Arizona Public Radio | Your Source for NPR News
Play Live Radio
Next Up:
0:00
0:00
0:00 0:00
Available On Air Stations

A Virtual Course in Iraqi Arabic

About 100 U.S. soldiers and Marines serving in Iraq will soon have a new tool intended to help keep them safe, and perhaps make their jobs easier -- a computer game designed to teach them how to speak Iraqi-style Arabic. NPR's Ina Jaffe reports on the game's appeal to a new generation of troops already familiar with interactive video games.

Dr. Lewis Johnson, director of the Center for Advanced Research in Technology for Education (CARTE) at the USC Information Sciences Institute, created the game Tactical Iraqi using the base gaming "engine" used by the popular point-and-shoot game Unreal Tournament, plus voice recognition and artificial intelligence software.

In one scenario, a fictional Sgt. John Smith leads a group of three U.S. soldiers into a café, looking for information. The game's action changes in real time to reflect the actions of the soldiers -- for example, if the Americans barge into the café, refuse to take off their helmets and don't give the proper greetings or show respect, things can go wrong in a hurry.

Johnson says the game isn't any different from a "crash course" in a foreign language -- but the gameplay holds the students' attention better. Sgt. Amy Perkins, an Arabic linguist based at Ft. Carson in Colorado, agrees. She says it's an improvement on methods she's used to teach Arabic to troops in the past.

"Most of... these guys aren't going to sit in a class -- they've got other jobs to do," she says. "This is a computer game -- and all soldiers like computer games."

Copyright 2022 NPR. To see more, visit https://www.npr.org.

Ina Jaffe is a veteran NPR correspondent covering the aging of America. Her stories on Morning Edition and All Things Considered have focused on older adults' involvement in politics and elections, dating and divorce, work and retirement, fashion and sports, as well as issues affecting long term care and end of life choices. In 2015, she was named one of the nation's top "Influencers in Aging" by PBS publication Next Avenue, which wrote "Jaffe has reinvented reporting on aging."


* Requirement:
Count the lines below that include the word "structured", then give that number and no other words.

* Data extracts:
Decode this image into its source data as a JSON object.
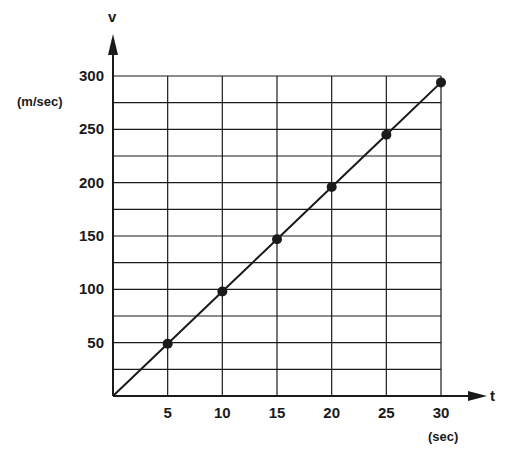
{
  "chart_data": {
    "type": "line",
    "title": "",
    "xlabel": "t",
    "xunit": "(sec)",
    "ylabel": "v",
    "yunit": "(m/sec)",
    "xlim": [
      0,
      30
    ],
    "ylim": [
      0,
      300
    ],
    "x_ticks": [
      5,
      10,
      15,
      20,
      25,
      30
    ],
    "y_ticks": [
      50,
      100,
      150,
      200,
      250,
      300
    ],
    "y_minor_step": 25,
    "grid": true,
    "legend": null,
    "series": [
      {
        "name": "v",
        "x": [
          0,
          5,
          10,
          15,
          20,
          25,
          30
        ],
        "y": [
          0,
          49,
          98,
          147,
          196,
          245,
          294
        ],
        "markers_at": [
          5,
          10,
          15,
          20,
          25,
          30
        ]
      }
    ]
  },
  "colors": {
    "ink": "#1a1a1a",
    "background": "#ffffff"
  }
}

==

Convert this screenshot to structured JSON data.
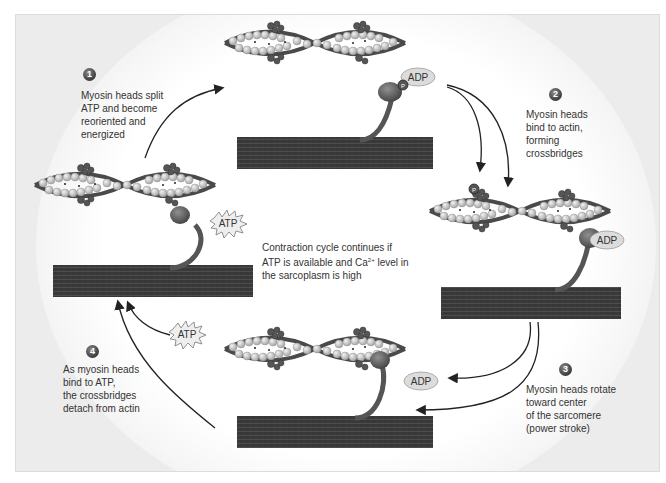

* * *

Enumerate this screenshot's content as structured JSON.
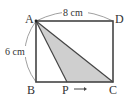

* Final answer:
2